Last Updated: March 28, 2026
We are given a set of allowed digits (each between '1' and '9'), and we need to count how many positive integers up to n can be formed using only those digits. Each digit can be reused as many times as we want. So if digits = ["1","3"], we can form 1, 3, 11, 13, 31, 33, 111, 113, and so on.
The key insight is that this is really a counting problem with two distinct parts. First, any number with fewer digits than n is automatically less than n, so we can count all of those easily. Second, for numbers with the same number of digits as n, we need to carefully count only those that do not exceed n. This second part is where the problem gets interesting, and it is a classic application of digit dynamic programming.
1 <= n <= 10^9 → n has at most 10 digits. Any approach that processes digit-by-digit is very efficient.1 <= digits.length <= 9 → The digit set is small. We can iterate over it freely at each position.digits[i] is from '1' to '9' → No zero in the digit set. This simplifies things because every combination of allowed digits forms a valid positive integer (no leading zero issues).The simplest approach is to generate every possible number from the allowed digits and check if it is at most n. We can do this with BFS: start with each allowed digit, then repeatedly append allowed digits to build longer numbers.
This is straightforward but extremely slow for large n. If digits = ["1","3","5","7"] and n = 10^9, we could potentially generate millions of numbers.
This approach generates every valid number, which is far too slow for large inputs. Instead of enumerating, can we count valid numbers mathematically?
Instead of generating numbers one by one, we can count them mathematically. The key observation splits the problem into two parts.
Part 1: Numbers with fewer digits than n. If n has L digits, then any valid number with 1 digit, 2 digits, ..., or L-1 digits is automatically less than n. For k-digit numbers, each of the k positions can be any of the d allowed digits (since none of them is '0', there is no leading-zero issue). So there are d^k valid numbers of exactly k digits.
Part 2: Numbers with exactly L digits. We process the digits of n from left to right. At each position i, we ask: how many allowed digits are strictly less than n's digit at position i? Each of those lets us fill the remaining positions freely. Is n's digit at position i itself in the allowed set? If yes, we match it and continue. If no, we stop.
If we successfully match every digit of n, then n itself is a valid number, so we add 1.
We are partitioning all valid numbers into non-overlapping groups. First, we count all numbers that are shorter than n, which are automatically smaller. Then for same-length numbers, we sweep from the most significant digit to the least. At each position, numbers that have already "committed" to being smaller (by choosing a smaller digit at some position) can freely fill the remaining positions. Numbers that match n's digit exactly remain "tied" and need further examination. This is the fundamental principle behind digit counting problems.
less.less * d^(L-1-i) to count.This approach uses floating-point Math.pow which can cause precision issues. Can we precompute powers with integer arithmetic and express the solution as a clean DP?
We can reformulate this as a dynamic programming problem that processes n from right to left. Define dp[i] as the number of valid numbers that can be formed considering positions i through L-1 of n, under the constraint that the prefix so far exactly matches n.
The recurrence works as follows: for each allowed digit less than S[i], we can fill the remaining positions freely (contributing d^(L-1-i)). For each allowed digit equal to S[i], the answer depends on dp[i+1]. Digits greater than S[i] contribute nothing.
The base case is dp[L] = 1, meaning if we have matched all digits of n exactly, we count n itself. We still add the counts for numbers shorter than n separately.
The DP formulation captures the exact same logic as Approach 2 but in a cleaner, more formal structure. The key insight is that dp[i] represents the number of valid completions from position i onward, given that positions 0 through i-1 have exactly matched n. When a digit is smaller than S[i], all subsequent positions are unconstrained, giving d^(L-1-i) choices. When it equals S[i], the constraint carries forward, captured by dp[i+1]. This bottom-up formulation avoids floating-point arithmetic entirely and makes the logic easy to verify.
pow[i] = d^i for i from 0 to L using integer arithmetic.dp[L] = 1 (base case: matched all digits of n).pow[L-1-i].dp[i+1].dp[0].pow[1] through pow[L-1].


> [REQUIRED ACTION]
Check each line of the entries below for the string "under"; copy every line where it appears.

─── PROVIDED DATA ───

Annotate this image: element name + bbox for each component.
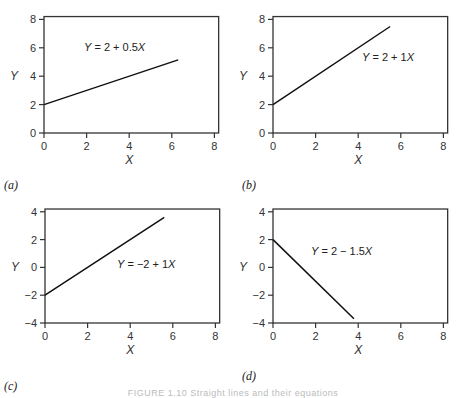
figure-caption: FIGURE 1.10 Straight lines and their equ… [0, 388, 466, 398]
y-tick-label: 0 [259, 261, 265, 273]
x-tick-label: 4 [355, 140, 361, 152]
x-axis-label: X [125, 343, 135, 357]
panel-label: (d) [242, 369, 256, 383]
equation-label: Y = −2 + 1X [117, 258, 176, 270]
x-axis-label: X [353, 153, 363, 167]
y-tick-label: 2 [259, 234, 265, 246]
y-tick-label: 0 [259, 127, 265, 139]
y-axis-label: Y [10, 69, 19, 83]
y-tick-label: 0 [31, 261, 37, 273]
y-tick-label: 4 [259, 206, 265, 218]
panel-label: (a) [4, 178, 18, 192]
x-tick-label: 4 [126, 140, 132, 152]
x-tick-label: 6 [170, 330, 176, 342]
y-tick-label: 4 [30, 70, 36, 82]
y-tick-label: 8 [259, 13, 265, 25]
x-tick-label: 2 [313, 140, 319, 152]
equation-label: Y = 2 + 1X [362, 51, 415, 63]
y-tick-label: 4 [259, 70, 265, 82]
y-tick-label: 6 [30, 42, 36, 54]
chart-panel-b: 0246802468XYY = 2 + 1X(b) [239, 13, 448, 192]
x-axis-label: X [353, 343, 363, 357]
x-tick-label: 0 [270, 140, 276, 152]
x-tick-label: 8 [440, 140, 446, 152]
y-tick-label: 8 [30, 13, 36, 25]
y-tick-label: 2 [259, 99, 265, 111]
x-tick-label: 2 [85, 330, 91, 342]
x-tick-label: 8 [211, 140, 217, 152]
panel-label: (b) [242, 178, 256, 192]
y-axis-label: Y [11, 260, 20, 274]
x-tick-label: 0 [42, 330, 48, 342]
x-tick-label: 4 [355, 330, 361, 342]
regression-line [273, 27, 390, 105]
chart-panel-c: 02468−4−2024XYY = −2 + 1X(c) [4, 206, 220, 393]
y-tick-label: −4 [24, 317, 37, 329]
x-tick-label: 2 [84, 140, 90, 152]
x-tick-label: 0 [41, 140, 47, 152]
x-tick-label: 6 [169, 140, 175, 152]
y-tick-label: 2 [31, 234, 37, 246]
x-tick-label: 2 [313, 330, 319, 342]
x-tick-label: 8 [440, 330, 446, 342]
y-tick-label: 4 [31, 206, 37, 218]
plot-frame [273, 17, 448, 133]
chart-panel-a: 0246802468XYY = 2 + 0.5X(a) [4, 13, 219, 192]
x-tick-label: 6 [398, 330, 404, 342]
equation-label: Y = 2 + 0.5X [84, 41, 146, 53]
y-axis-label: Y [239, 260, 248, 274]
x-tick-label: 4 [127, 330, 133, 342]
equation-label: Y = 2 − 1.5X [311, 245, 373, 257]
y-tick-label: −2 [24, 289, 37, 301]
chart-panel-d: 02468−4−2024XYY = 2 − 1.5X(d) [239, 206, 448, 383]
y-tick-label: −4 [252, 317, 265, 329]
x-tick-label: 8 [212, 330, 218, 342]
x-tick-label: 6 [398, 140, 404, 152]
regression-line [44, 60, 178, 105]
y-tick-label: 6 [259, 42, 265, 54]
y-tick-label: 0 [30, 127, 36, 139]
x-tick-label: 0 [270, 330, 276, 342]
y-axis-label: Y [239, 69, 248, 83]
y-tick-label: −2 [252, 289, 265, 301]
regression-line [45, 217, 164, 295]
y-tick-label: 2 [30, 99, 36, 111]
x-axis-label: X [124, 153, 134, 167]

───
─── PROVIDED DATA ───

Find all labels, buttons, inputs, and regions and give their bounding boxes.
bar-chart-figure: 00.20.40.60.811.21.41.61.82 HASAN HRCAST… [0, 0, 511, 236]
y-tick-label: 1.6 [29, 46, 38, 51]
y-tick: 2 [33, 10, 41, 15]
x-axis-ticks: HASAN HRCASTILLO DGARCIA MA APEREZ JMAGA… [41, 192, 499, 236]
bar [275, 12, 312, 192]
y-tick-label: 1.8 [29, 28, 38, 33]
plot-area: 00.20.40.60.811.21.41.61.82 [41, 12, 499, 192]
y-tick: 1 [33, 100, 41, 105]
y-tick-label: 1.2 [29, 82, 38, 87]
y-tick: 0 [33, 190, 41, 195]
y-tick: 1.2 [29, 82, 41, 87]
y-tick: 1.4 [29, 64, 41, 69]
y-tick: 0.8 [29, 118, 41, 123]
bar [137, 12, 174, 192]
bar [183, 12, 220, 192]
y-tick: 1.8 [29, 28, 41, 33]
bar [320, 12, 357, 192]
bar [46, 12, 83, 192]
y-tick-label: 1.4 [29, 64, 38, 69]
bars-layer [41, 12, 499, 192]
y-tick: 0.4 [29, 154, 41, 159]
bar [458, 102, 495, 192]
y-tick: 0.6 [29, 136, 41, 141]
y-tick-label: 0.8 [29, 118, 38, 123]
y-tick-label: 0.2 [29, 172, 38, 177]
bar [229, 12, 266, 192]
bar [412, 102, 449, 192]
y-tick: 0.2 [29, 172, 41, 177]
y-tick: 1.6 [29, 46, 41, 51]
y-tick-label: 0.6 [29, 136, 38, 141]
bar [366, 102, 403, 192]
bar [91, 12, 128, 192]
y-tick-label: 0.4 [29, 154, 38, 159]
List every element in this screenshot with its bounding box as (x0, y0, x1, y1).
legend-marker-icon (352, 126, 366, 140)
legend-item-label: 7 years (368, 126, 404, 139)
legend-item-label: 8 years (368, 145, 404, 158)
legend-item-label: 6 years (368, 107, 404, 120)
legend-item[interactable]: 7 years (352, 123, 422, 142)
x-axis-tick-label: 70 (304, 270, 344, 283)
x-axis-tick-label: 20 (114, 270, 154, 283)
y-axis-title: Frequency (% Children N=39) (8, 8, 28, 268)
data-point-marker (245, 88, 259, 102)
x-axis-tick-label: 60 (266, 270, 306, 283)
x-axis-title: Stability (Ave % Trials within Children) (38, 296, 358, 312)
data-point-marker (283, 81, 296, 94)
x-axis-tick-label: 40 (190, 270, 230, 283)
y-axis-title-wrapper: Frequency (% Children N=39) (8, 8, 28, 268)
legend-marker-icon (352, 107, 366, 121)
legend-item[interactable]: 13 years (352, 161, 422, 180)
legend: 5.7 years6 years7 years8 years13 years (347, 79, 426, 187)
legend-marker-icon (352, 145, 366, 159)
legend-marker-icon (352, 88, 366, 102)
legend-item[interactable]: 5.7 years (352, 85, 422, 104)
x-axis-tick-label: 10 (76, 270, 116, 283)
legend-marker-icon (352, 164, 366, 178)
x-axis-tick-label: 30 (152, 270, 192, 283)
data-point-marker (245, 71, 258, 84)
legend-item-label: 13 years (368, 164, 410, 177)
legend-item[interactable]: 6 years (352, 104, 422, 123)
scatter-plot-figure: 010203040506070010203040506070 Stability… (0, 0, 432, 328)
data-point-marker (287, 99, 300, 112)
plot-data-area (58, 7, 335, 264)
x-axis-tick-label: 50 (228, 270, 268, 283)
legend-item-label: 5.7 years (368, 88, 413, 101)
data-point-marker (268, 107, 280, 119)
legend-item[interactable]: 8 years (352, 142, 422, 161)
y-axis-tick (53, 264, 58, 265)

───
─── PROVIDED DATA ───

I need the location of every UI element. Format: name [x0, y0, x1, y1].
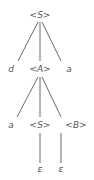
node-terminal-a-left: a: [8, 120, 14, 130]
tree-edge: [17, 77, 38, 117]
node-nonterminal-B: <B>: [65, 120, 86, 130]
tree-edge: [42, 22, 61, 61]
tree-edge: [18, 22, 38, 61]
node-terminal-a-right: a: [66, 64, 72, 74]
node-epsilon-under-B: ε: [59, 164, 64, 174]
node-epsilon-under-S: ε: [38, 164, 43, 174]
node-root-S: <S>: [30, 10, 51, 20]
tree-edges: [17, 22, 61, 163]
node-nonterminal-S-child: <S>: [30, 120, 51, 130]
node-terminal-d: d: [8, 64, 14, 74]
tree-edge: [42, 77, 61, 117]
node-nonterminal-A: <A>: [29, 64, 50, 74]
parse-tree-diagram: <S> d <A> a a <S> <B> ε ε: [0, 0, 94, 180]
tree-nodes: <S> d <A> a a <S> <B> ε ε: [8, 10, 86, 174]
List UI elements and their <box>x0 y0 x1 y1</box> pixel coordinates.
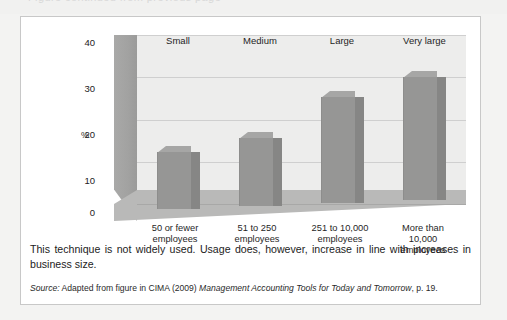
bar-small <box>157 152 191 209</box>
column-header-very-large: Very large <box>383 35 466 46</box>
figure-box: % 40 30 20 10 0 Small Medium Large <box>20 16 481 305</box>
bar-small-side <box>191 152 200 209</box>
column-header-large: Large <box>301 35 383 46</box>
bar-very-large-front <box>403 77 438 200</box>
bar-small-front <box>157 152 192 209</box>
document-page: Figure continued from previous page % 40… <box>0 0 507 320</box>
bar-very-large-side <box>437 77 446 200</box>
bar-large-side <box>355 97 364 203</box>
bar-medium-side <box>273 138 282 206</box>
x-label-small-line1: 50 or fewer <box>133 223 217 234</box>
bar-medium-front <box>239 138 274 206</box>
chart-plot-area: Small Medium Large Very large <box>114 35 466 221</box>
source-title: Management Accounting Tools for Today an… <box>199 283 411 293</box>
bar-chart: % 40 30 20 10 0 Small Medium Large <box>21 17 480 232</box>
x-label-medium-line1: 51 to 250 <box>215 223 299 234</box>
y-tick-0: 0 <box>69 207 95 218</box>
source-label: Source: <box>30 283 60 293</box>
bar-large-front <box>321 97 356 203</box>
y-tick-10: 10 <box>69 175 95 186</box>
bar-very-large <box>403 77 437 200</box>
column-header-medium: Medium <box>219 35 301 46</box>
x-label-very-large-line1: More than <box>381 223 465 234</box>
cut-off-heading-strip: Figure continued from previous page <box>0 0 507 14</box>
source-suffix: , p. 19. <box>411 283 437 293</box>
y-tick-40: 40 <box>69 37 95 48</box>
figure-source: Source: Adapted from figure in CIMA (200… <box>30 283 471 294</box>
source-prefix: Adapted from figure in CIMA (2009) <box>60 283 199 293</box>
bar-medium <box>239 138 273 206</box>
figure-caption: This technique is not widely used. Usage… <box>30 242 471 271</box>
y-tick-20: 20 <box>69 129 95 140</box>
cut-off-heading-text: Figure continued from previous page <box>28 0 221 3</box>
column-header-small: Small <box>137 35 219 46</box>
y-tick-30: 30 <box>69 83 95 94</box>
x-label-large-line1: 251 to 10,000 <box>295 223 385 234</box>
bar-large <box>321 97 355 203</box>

───

> [TASK RESPONSE]
node-epsilon-under-B: ε: [59, 164, 64, 174]
node-epsilon-under-S: ε: [38, 164, 43, 174]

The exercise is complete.